So let's just say I was throughly confused.
Then I saw the trailer for Something Borrowed at the movie theater. It looked so cute! Girl with longtime crush on her best friend's fiancé drunkenly lands in bed with him and everyone realizes in the nick of time who they really love and that they deserve to chase happiness not accept defeat! Yay! (No spoilers in there, that's just what the film trailer implies.)
It was not super cute.
Chapter one introduces the characters. Chapter two finds the main character sleeping with her best friend's fiancé and then starting an affair with him. Um ... not okay. Certainly not warm and fuzzy and cute. As the book progresses many of the main relationships shift radically. Other characters have to help the main character see this -- see who her real friends are and see who is using her. Because basically the main character has no freaking clue at the beginning of the novel.
Okay, so I'm maybe half-way, two-thirds finished with the book before the main character and I both get the hint that the main character isn't having an affair with her best friend's fiancé, she's having an affair with the fiancé of her former best friend who is actually a shallow and kind of cruel woman. Oh. Still not as cute as I'd been hoping for.

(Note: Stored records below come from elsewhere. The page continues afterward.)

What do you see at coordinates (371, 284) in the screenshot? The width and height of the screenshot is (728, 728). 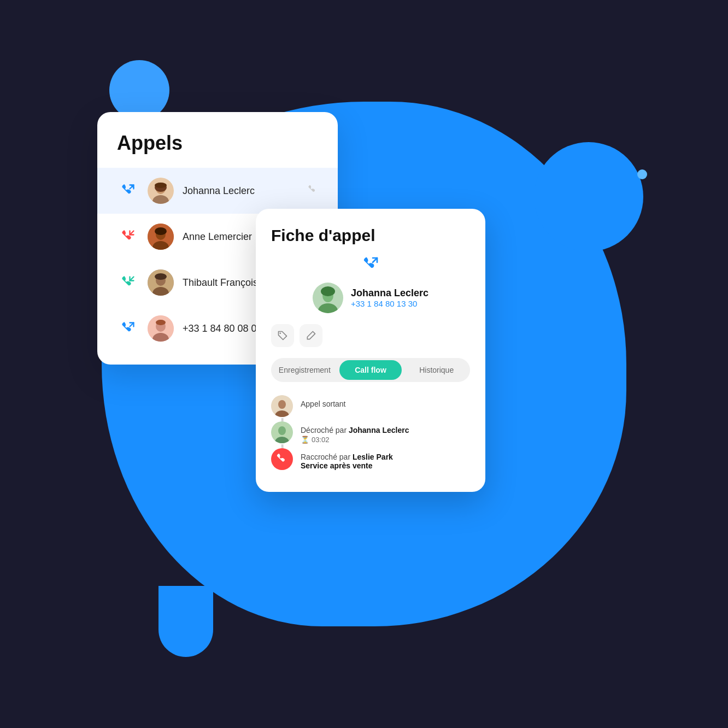 I see `fiche-caller-section: Johanna Leclerc +33 1 84 80 13 30` at bounding box center [371, 284].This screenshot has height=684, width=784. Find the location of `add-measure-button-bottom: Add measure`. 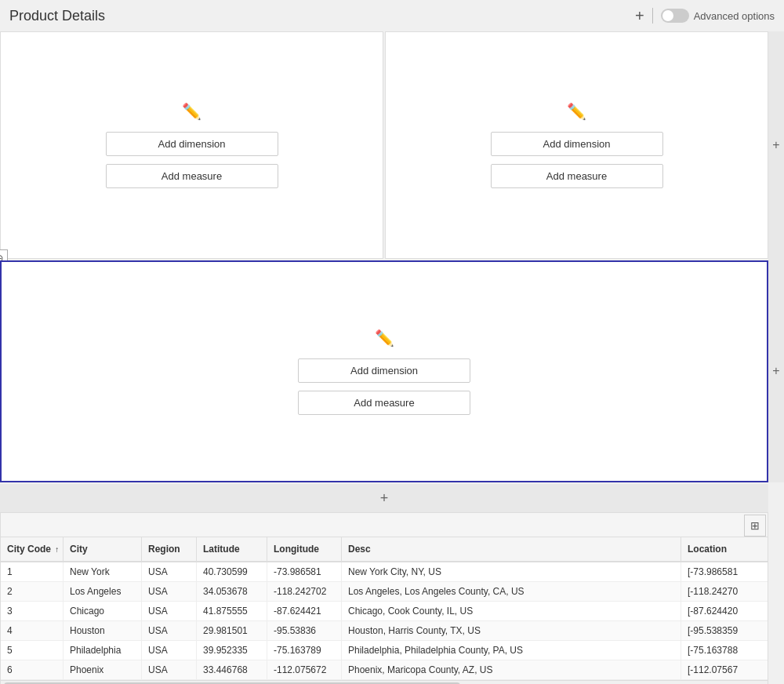

add-measure-button-bottom: Add measure is located at coordinates (384, 403). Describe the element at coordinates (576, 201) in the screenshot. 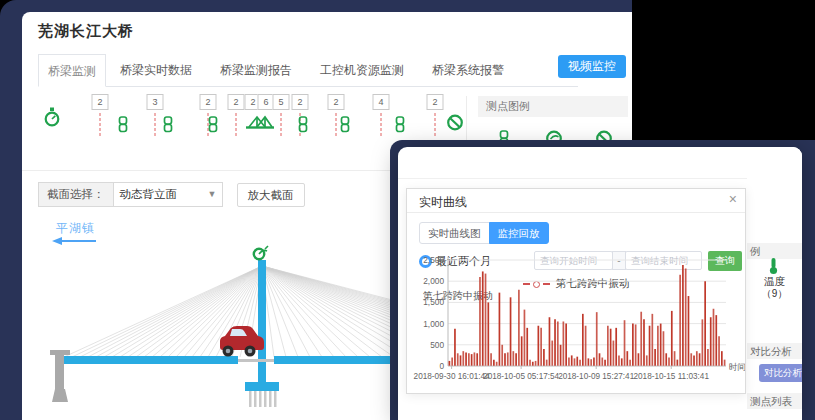

I see `dialog-header: 实时曲线 ×` at that location.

Perhaps I would have found the cute factor the chick lit cover promised me if it hadn't been written in first person (I know, I know, chick lit and a first person narrator are peas in a pod but hear me out).

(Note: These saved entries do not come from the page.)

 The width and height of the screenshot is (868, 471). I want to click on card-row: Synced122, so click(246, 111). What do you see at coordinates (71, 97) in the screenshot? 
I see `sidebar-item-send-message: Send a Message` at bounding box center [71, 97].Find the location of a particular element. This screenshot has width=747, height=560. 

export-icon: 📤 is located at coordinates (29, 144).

Because we're wrapped up in the narrator's thoughts and prejudices so tightly by the use of the first person, we aren't allowed to see characters for how they really are. Our view of them as readers is completely shaped by the narrator's (delusional) view of them. So we don't realize that the best friend is pretty bitchy for a long, long time. We aren't allowed to come to that realization because the narrator tempers and makes excuses for everything the best friend does. The bitchiness even seems to give the narrator purpose in life as the person who tempers the bitchiness -- and the character is proud of this ability! -- so as a reader, I was never given enough distance from the events to make my own judgments about the situation and therefore start rooting for the character to make realizations and changes. Instead the narrator served as a heavy filter between me and the story. So I got to the end and ... oh. It's done. That was the ending? Huh.